Atlanta History Center, 130 W. Paces Ferry Road NW, Atlanta. 404-814-4000, atlantahistorycenter.com.
“Nu Africans”
The 30 images that comprise the show “Nu Africans” by Grace Kisa and Maurice Evans were supposed to be installed on April 3 at Hammonds House Museum. But on April 2, Georgia was put under a stay-at-home order. The museum had already closed in mid-March but not knowing when the museum would reopen, executive director Leatrice Ellzy Wright put together its first digital opening featuring “Nu Africans.”
The show was a rare collaborative exhibition between the husband and wife artists, Evans and Kisa, said Ellzy Wright. So in May, a virtual tour of the show was added, but no static images of the entire show. Viewership was strong, Ellzy Wright said. Yet, the online presentation didn’t convey the nuance of the multimedia show that explores the way African cultures melded to create something new in the Americas in the wake of the transatlantic slave trade.

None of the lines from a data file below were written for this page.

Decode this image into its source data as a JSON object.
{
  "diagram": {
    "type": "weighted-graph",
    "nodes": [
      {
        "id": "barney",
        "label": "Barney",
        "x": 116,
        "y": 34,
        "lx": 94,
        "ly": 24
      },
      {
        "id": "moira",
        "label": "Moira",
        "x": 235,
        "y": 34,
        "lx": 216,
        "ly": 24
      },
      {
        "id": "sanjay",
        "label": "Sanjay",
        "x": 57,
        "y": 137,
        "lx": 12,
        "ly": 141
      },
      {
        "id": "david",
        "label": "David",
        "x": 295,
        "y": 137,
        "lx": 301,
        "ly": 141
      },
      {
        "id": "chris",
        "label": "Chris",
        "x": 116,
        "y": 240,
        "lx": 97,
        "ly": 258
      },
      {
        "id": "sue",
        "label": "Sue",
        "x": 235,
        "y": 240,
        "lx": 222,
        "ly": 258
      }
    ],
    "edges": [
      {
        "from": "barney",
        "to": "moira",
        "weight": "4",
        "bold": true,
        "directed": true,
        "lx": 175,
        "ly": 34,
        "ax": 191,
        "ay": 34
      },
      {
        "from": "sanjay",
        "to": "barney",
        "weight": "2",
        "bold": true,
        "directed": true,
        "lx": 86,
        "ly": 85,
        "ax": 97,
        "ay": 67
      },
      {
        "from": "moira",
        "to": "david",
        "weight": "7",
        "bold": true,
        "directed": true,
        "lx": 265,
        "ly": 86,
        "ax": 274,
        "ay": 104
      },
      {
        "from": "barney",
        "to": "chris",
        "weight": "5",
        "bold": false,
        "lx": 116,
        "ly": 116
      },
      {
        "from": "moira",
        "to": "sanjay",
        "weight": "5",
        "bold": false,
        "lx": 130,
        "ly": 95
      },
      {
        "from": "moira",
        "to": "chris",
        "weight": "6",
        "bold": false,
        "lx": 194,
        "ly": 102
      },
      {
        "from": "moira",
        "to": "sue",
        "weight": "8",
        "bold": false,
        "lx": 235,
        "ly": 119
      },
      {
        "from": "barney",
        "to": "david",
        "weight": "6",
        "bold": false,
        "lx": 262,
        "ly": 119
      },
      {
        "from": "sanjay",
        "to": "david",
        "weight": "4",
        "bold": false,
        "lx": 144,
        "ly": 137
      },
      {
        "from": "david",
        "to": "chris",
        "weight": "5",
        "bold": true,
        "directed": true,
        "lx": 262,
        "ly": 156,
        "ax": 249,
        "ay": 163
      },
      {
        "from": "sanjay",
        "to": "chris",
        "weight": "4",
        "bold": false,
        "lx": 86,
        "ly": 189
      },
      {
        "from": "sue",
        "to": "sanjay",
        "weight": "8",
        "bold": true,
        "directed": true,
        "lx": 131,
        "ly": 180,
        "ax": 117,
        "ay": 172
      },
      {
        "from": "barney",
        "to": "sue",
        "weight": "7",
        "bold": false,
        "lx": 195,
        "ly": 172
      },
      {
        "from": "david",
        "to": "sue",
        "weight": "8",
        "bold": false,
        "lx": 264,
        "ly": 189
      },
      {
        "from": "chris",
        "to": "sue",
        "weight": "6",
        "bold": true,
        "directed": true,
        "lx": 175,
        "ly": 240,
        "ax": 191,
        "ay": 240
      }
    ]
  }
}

The show emphasizes the feminine and in some ways is an expression of the ongoing discussion over Black identity between Evans, who was born in the United States, and Kisa, who was born in Kenya, Ellzy Wright said.
“Wherever Africans have been dispersed, they’ve developed their own value system, but we are all of African descent,” Ellzy Wright said.
The museum is scheduled to open on July 8, but by appointment only for groups of six or less.
Hammonds House, 503 Peeples St. SW, Atlanta. 404-612-0481, hammondshouse.org.
“Paa Joe: Gates of No Return”
Joseph “Paa Joe” Ashong is revered for his work creating fantasy coffins in Ghana. They became popular and something of a status symbol after the nation became independent. A fisherman’s family might commission a coffin made to look like a giant tropical fish. A mechanic might be buried in a coffin designed to look like his favorite car.
Ashong was commissioned by a collector about 20 years ago to create a series of coffins representing the castles where people began their journey into enslavement. The coffins were first featured at the National Folk Art Museum in 2018. Jentleson said Ashong was scheduled to attend the High’s March 6 opening but as the new coronavirus spread it became apparent such a journey was unsafe for the 73-year-old artist.
“Now we know it was probably all over the United States by then,” Jentleson said.
Initially scheduled to close at the end of May, the show has been extended to August 16.
“This show is so impactful, especially at this time,” Jentleson said. “I want it to stay forever, or at least as long as it can.”
The High opens on July 7-17 to members and front-line workers. It opens to the general public July 18.
High Museum of Art, 1280 Peachtree St. NE, Atlanta. 404-733-4400, high.org.